I don't think this paradigm would work well in the modern, corporate and commerce-driven world, but it lets us imagine how programming could have looked like in an alternative world that diverged from ours somewhere in the 80s; it's more like old Smalltalk than like our modern languages.
Oh, and I'm not really one for drama of any sort, but if I have to see drama in a gaming community I really prefer it to be between the programmers that make the game arguing in public chat about ripping off codebases etc.
Now I'm an admin on the game I played back then. Very few players, and I'm a poor C developer so there are terrible bugs, but it's up and running!
Best thing was that you could access it, along with many other things that you probably shouldn't have been able to, from Pipex's freephone sign-up number (0800 056 2110) so it didn't even cost a penny, which was great for 15-year-old me trying not to land my parents with a huge phone bill.
I guess AI Dungeon is attempting something a bit like that. But what I am thinking is keeping the core as the MUD, which will ensure that game state and things stay consistent. Then having the AI generate things based on this core state fed as part of each prompt, to add a bit of variety to descriptions, or allow NPCs to have conversations. But always anchored by the world state tracked by the MUD. Except maybe for some random encounters inserted here and there.
That's the biggest issue with AI Dungeon is that it tends to not quite track whats going on properly from one sentence/paragraph to the next. Although they have improved it recently.
A particularly neat part is generating characters with backstories. Now I'm trying to experiment with giving them some personal perspective and autonomy.
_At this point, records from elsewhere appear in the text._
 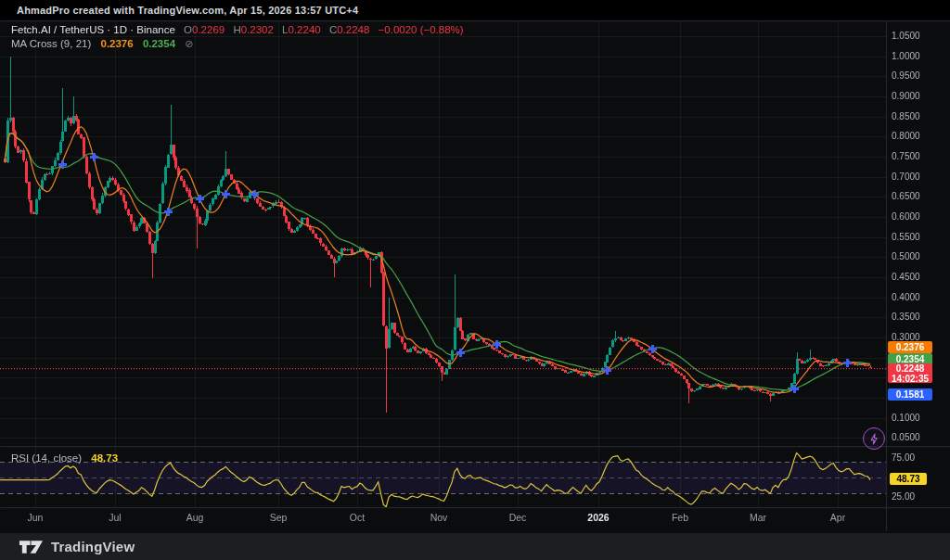 What do you see at coordinates (905, 176) in the screenshot?
I see `price-tick-label: 0.7000` at bounding box center [905, 176].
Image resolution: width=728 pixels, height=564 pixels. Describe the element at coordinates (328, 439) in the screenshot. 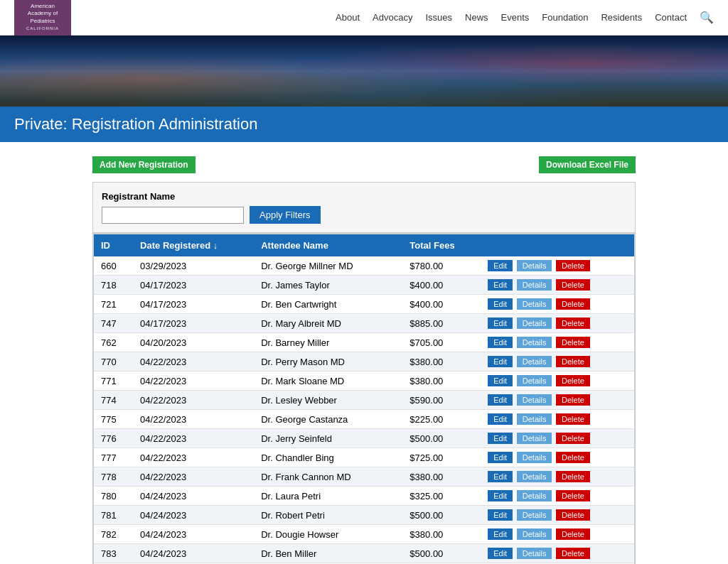

I see `cell-name: Dr. Jerry Seinfeld` at that location.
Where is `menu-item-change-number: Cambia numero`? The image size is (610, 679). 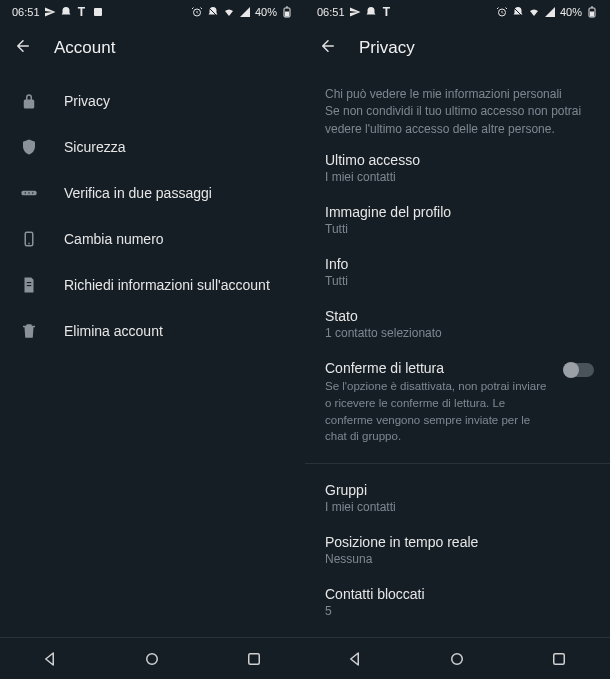 menu-item-change-number: Cambia numero is located at coordinates (152, 239).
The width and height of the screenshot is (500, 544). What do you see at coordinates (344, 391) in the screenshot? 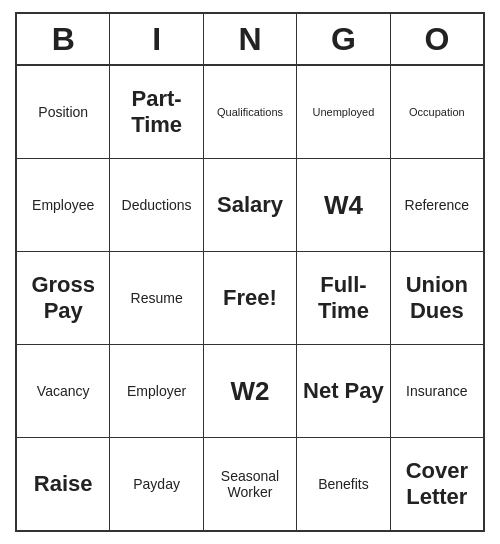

I haven't actually tried to move the data into a running game... I'd like to but I feel like I'm going to put it off indefinitely :-/
The "interface" can vary. For example, you can give it a bunch of SQL DDL definitions with descriptive table and field names and tell it that it can query that database as needed. When it works, it can get really impressive - I've seen it do inner queries and joins, and it routinely uses ORDER BY and LIMIT. But then sometimes it just mixes up fields from different tables even in very simple queries (although if you respond with "ERROR: no such field" etc, it can usually self-correct), and it can sometimes interpret the results in creative ways. The approach where it has to query for stuff one by one in a simple well-defined format is much more reliable.
There are lots of online emulators for old computers https://www.livingcomputers.org/Online-Resources/Online-Emul...
Well the real next best thing is buying and using actual old computers.
(never did save up enough to buy wings, though)
Especially on Windows you'd be better off using PuTTY or TinTin++ to connect, since Microsoft's telnet is pretty much broken:
It's still the game I play the most, and for the hardcore it's easy to run the client in tmux on a VPS and be active constantly, all day, every day, from phone or bigger computer.
MUDs were my first exposure to a C-like language (LPC) and are where I learned to program to a reasonable standard. I still remember a CS major helping me learn recursion when I was still in high school.
Anyway, I loved playing the Dune MUD in 1997-1998 in my first years at university.